Court-ready PDF with element selectors

CI/CD gate — block deploys on regression

Works with Angular on any hosting (Vercel, Netlify, Fly, self-hosted)

Free plan — 1 site, monthly scan

FAQ

Angular-specific questions.

Why is @angular/cdk/a11y considered better than React equivalents?

It was designed alongside Angular Material with the Angular team in close coordination. The pattern is consistent (services + directives), the documentation is precise, and the surface (FocusTrap, LiveAnnouncer, ListKeyManager, AriaDescriber) covers the recurring accessibility needs without overlap. React equivalents (react-aria, radix, headlessui) are excellent too but more fragmented across libraries.

Should I use Angular Material or build custom components?

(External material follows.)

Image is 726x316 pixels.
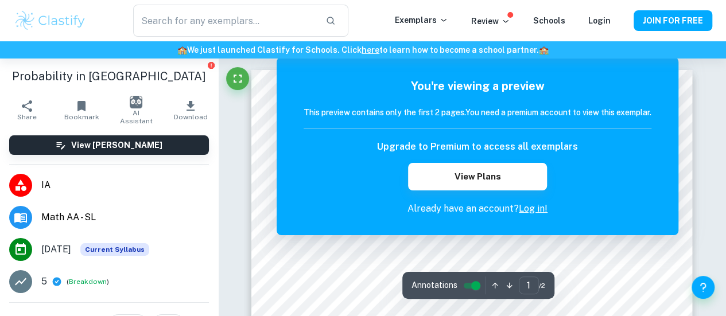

Angular Material covers ~80% of common UI patterns with correct accessibility baselines. For new projects, use Material unless you have specific design requirements that conflict. For custom components, use the CDK primitives (Overlay, Portal, FocusTrap, LiveAnnouncer) — they handle the hard a11y parts.

How do I test SPA route announcements?

Manual screen reader test (NVDA/VoiceOver) is the gold standard. For automated tests, you can spy on `LiveAnnouncer.announce()` calls if you use the CDK service. For e2e, axe-core does not test announcement quality — it only checks the DOM is structured correctly.

Is server-side rendering with Angular Universal accessibility-friendly?

SSR helps WCAG 2.4.2 (page titled at first paint) and avoids client-only rendering accessibility delays. But hydration mismatches in Universal can cause flickers in aria-live regions or focus management; test the hydration path explicitly with screen readers.